Local-first masking, processing content on the attorney's own computer before any transmission to cloud services, provides a technical mechanism to satisfy confidentiality obligations regardless of AI provider policies, practices, or vulnerabilities. When confidential identifiers never leave the firm's control, the structural risks identified in this whitepaper become irrelevant to client confidentiality. The Compliance Receipt makes that "reasonable efforts" case tangible for the firm, the regulator, the carrier, and the court.

SafeIdea incorporates patent-pending masking technology that implements these capabilities, enabling attorneys to use AI effectively while maintaining the confidentiality protections their clients expect and their professional obligations require.

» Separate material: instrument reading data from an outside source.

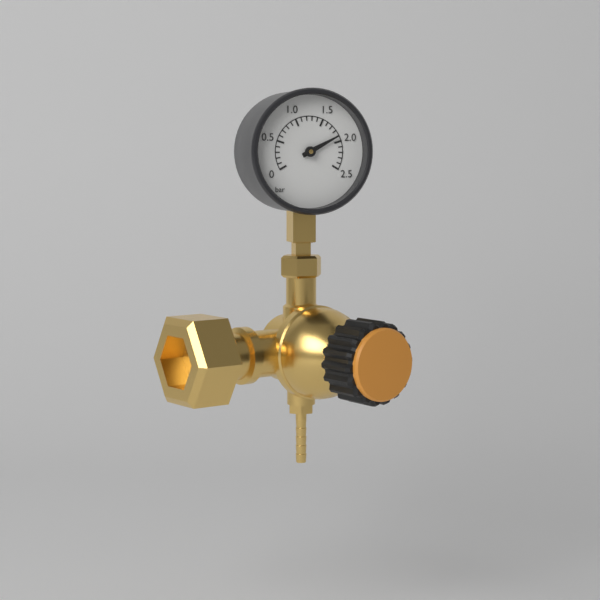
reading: 1.9 bar
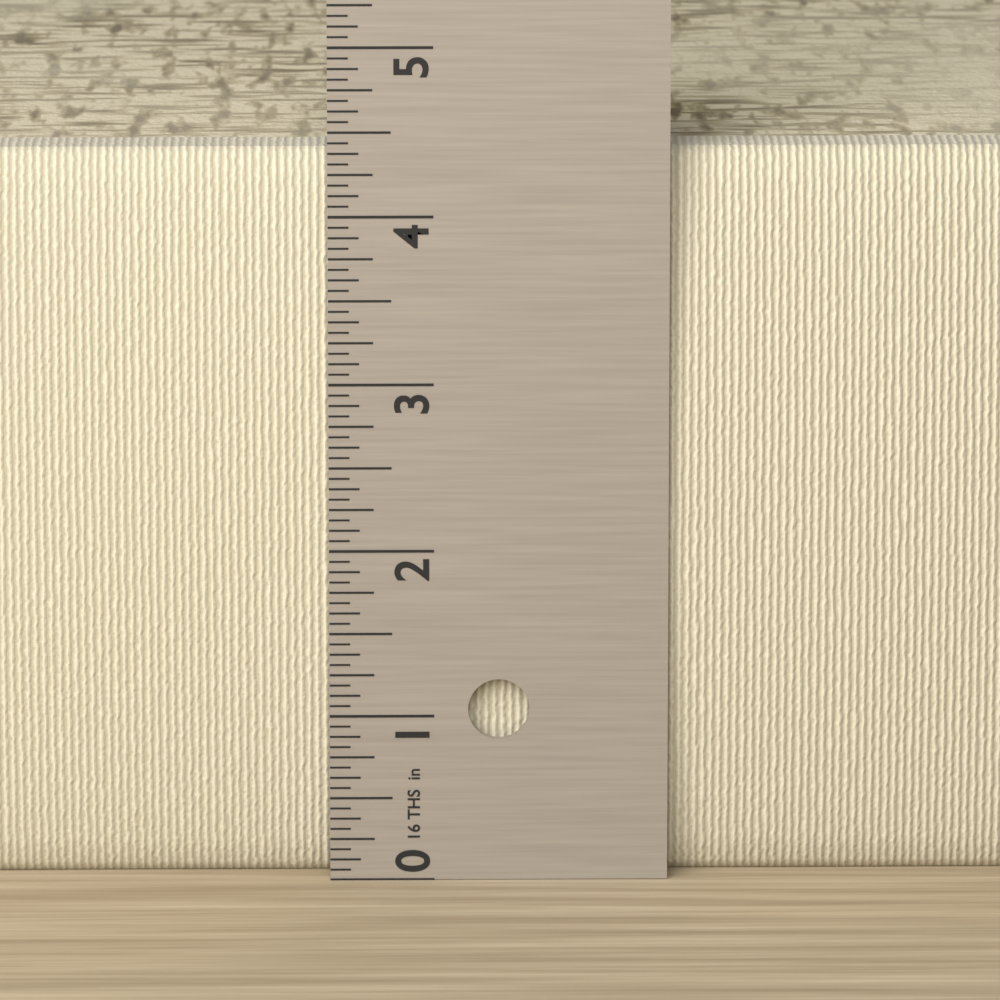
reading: 4.3750 in
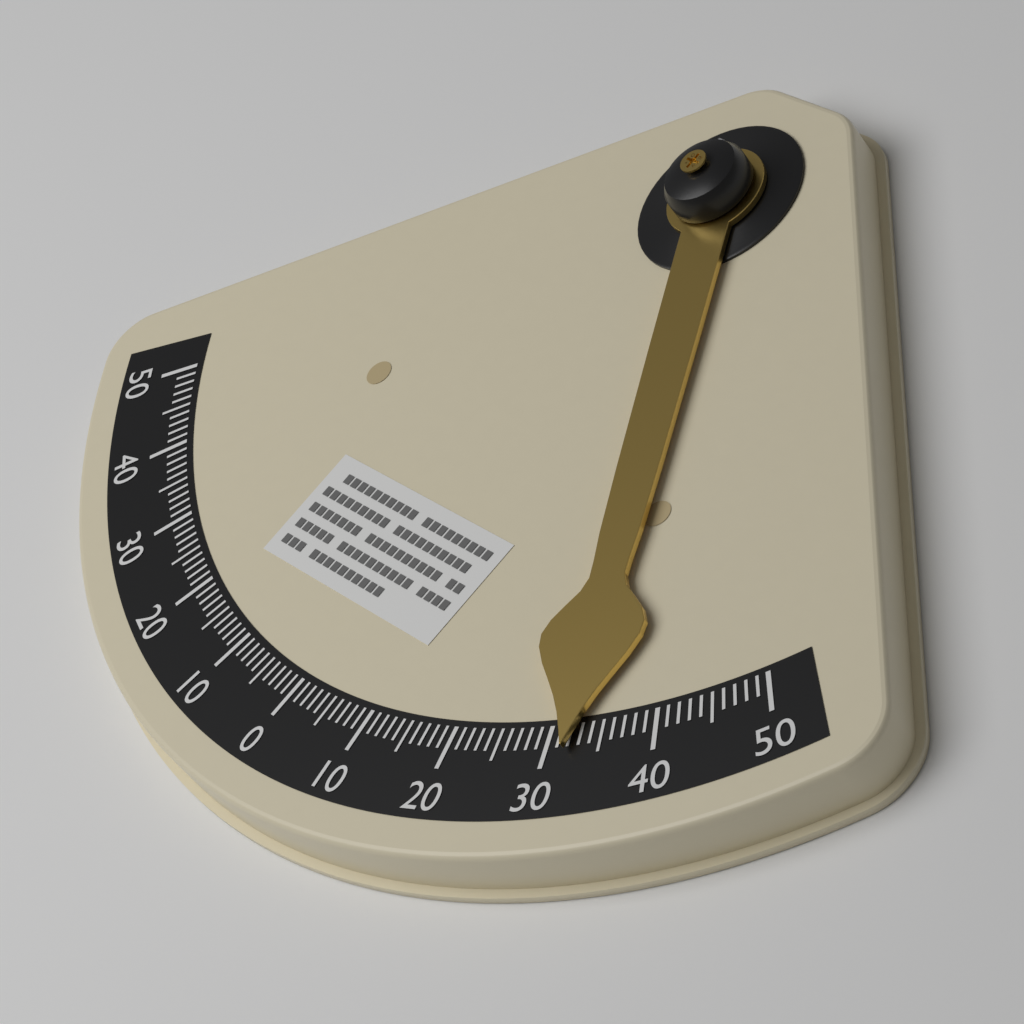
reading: 32 °
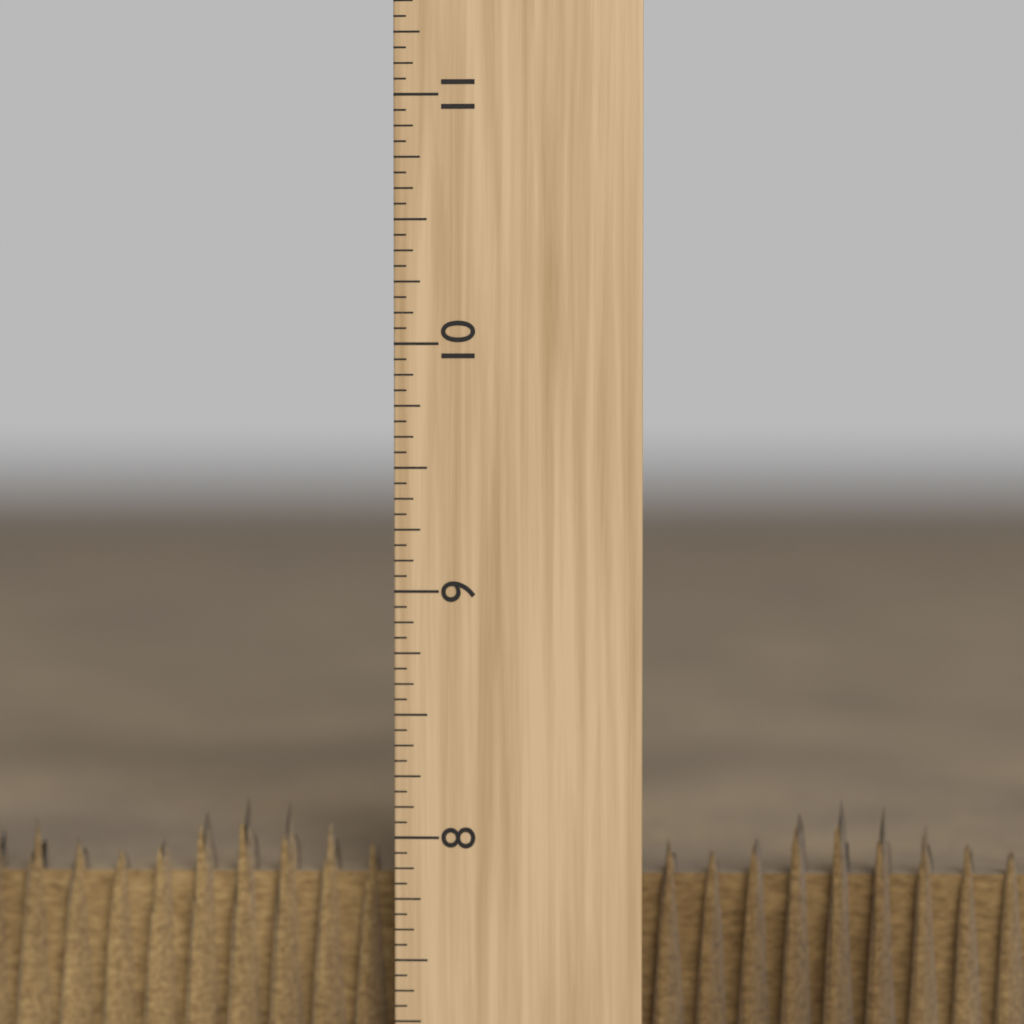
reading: 8.1250 inch
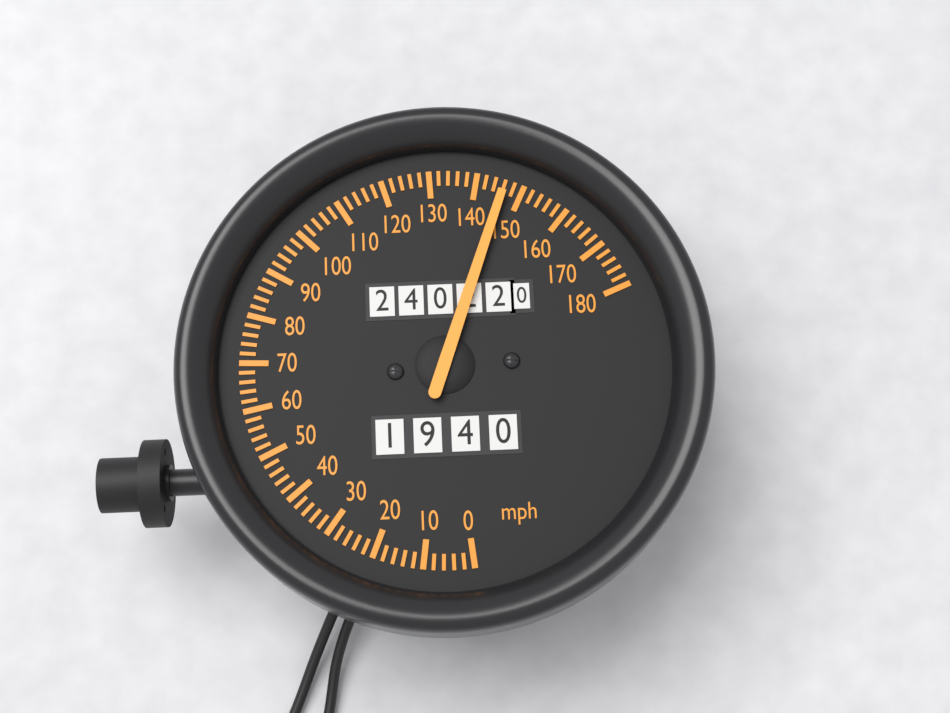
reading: 146 mph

IX. Citations and references

Peer-reviewed research

  1. Nasr, M., Carlini, N., et al. (2025). Scalable Extraction of Training Data from (Production) Language Models. ICLR 2025.
  2. Ahmed, A., Cooper, A. F., Koyejo, S., & Liang, P. (2026). Extracting books from production language models. arXiv:2601.02671.

Provider policy changes

  1. Anthropic. (2025, August 28). Updates to Consumer Terms and Privacy Policy.
  2. Coldewey, D. (2025, August 28). Anthropic users face a new choice, opt out or share your chats for AI training. TechCrunch.

Security incidents

  1. Radware. (2026, January 8). ZombieAgent: A Newly Discovered Zero-Click AI Agent Vulnerability.
  2. OX Security. (2026, January). Malicious Chrome extensions exfiltrate AI conversations.

Case law and regulatory

  1. United States v. Heppner, S.D.N.Y., Judge Jed Rakoff (February 10, 2026).
  2. In re OpenAI, S.D.N.Y., Magistrate Judge Ona T. Wang (preservation order May 13, 2025; production order November 7, 2025; affirmed by District Judge Sidney H. Stein, January 5, 2026).
  3. ABA Formal Opinion 512 (July 29, 2024). Generative Artificial Intelligence Tools.
  4. ABA Model Rules of Professional Conduct, Rule 1.6 (Confidentiality of Information) and Rule 1.1 (Competence).

Make compliance operational.

SafeIdea is the documented answer to the question Rule 1.6 now asks of every attorney using AI.